Frankie

Director: Fabienne Berthaud
Stars: Christian Wiggert, Brigitte Catillon, Jeannick Gravelines, Diane Kruger
Year:  2006 Running Time:  95 mins Rating: 3 out of 5 CERT: TBC

Pushy agencies, callous photographers and a bludgeoned self-esteem conspire to send fading model Diane Kruger into an emotional tailspin ending up in a grubby clinic after a breakdown. Novelist-turned-director Fabienne Berthaud's low-fi debut subtly chronicles the disintegration of a second-string catwalk queen in an industry better known for narcissistic ninnies on stellar salaries.

Review

Director Fabienne Berthaud's cautionary tale of the fashion industry shows it's not all a world of preening nonentities who "won't wake up for less than $10,000 a day".

Diane Kruger's Frankie is a cut-price Kate Moss, a jobbing commercials model whose drearily itinerant lifestyle sees her flitting between cheap hotels and friends' settees.

It's not a life of glamour but one of drudgery. Prima donna fashion photographers sulk or rage if the shoot doesn't go well while avaricious agencies constantly maintain the pressure to perform.

At 26 Frankie regards herself as a "coathanger that's about to be retired" and allows the relentless grind of photographic shoots to stretch her to breaking point.

When she does snap - after a particularly gruelling run-in with a flouncing prat of a photographer - she's sent to a crumbling clinic which appears to be run by the Romanian NHS.

Berthaud contantly flashes back and forward as we follow Frankie's perfectly coutured decline from reluctant clothes-horse to stumbling, emotional wreck.

The callous disregard of an Armani-clad industry to her plight is coldly conveyed and it's significant that the only friendly face is her regular driver Tom (Gravelines).

One problem is that Miss K (who also produced) always looks a million dollars - she was once a Dolce & Gabbana cover girl - even when she's swathed in a threadbare health service sheet.

Yet it's never less than affecting and - in its own quiet way - a chilling indictment of an industry where beauty - emotional or otherwise - is literally skin deep.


**What is being asked:** Copy the first line of the material below and every later line through the line containing "Image is 644x303 pixels.", without any other output.

**Source material:**

————————

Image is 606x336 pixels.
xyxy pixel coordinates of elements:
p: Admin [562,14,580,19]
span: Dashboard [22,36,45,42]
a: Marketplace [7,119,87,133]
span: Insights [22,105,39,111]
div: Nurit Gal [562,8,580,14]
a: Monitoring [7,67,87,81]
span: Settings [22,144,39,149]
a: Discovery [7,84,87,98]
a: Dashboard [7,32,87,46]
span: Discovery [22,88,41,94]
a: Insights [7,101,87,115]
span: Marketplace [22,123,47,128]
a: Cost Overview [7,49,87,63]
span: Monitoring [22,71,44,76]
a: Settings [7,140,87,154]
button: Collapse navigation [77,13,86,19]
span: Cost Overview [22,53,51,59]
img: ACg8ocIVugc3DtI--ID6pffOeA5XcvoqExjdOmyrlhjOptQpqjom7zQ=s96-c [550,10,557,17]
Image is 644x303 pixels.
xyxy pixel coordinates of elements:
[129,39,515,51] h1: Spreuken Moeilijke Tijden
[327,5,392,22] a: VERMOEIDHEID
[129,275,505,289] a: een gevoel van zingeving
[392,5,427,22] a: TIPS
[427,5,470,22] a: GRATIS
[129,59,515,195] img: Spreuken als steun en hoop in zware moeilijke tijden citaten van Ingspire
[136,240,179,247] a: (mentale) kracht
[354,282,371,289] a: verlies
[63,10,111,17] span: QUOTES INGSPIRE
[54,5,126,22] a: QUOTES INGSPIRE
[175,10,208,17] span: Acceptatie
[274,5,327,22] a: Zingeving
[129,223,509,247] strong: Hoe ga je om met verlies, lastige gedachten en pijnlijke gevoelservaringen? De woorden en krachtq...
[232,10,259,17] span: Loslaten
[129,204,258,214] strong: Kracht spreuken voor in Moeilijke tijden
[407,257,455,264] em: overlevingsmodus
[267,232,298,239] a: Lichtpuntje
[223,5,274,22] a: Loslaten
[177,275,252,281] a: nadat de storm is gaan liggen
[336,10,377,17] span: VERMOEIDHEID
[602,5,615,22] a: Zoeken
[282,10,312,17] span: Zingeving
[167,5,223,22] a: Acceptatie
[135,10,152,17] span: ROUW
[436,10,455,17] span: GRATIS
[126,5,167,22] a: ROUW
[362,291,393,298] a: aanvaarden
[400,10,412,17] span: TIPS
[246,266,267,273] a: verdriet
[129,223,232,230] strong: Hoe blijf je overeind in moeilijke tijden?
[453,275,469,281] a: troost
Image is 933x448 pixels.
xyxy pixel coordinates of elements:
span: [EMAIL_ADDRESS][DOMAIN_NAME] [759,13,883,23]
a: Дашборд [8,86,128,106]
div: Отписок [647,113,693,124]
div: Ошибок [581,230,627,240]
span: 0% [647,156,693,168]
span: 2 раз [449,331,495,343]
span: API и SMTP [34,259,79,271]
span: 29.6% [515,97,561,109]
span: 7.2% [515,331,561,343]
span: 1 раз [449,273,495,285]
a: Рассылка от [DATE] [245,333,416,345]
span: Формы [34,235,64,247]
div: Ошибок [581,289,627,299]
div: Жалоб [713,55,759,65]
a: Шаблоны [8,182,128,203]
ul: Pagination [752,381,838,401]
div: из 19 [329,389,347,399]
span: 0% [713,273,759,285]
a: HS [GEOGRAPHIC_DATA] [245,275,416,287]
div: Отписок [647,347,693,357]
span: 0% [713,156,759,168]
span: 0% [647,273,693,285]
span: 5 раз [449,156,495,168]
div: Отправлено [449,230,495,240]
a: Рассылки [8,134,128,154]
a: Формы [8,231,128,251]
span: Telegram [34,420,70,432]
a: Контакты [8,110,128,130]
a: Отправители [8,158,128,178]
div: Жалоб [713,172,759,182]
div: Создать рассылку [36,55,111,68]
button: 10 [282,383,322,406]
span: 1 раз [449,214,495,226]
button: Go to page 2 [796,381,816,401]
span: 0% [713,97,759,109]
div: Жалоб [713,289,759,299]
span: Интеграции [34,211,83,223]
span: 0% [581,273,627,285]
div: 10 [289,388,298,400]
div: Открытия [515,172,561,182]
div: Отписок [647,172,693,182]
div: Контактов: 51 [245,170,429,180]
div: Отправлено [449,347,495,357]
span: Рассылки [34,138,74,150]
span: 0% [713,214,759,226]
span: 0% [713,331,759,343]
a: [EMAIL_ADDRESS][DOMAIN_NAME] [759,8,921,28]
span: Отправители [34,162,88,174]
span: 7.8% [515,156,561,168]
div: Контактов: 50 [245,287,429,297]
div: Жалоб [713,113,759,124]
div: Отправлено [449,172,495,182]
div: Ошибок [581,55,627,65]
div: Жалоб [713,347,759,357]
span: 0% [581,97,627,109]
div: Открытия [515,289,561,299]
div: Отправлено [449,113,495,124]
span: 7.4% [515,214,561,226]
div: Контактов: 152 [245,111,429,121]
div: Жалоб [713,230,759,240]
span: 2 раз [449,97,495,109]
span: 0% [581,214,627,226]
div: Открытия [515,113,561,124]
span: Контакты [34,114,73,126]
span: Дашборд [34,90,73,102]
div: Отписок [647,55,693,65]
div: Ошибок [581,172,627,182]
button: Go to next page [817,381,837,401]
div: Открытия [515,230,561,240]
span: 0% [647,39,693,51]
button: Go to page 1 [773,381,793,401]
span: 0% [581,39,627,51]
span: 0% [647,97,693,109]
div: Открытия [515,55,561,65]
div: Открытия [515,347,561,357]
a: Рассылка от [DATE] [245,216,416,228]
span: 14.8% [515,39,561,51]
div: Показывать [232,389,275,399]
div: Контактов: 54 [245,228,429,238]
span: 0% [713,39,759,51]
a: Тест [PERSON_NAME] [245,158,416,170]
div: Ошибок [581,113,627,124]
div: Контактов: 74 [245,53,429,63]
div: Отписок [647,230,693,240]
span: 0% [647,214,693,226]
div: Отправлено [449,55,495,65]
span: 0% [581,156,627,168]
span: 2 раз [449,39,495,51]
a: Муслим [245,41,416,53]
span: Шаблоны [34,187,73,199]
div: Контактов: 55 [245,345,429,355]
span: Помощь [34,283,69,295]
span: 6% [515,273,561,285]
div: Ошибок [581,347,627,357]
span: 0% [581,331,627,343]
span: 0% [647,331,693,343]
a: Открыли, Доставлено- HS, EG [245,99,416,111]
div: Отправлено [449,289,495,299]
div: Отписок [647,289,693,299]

————————

**Response:**
Image is 606x336 pixels.
xyxy pixel coordinates of elements:
p: Admin [562,14,580,19]
span: Dashboard [22,36,45,42]
a: Marketplace [7,119,87,133]
span: Insights [22,105,39,111]
div: Nurit Gal [562,8,580,14]
a: Monitoring [7,67,87,81]
span: Settings [22,144,39,149]
a: Discovery [7,84,87,98]
a: Dashboard [7,32,87,46]
span: Discovery [22,88,41,94]
a: Insights [7,101,87,115]
span: Marketplace [22,123,47,128]
a: Cost Overview [7,49,87,63]
span: Monitoring [22,71,44,76]
a: Settings [7,140,87,154]
button: Collapse navigation [77,13,86,19]
span: Cost Overview [22,53,51,59]
img: ACg8ocIVugc3DtI--ID6pffOeA5XcvoqExjdOmyrlhjOptQpqjom7zQ=s96-c [550,10,557,17]
Image is 644x303 pixels.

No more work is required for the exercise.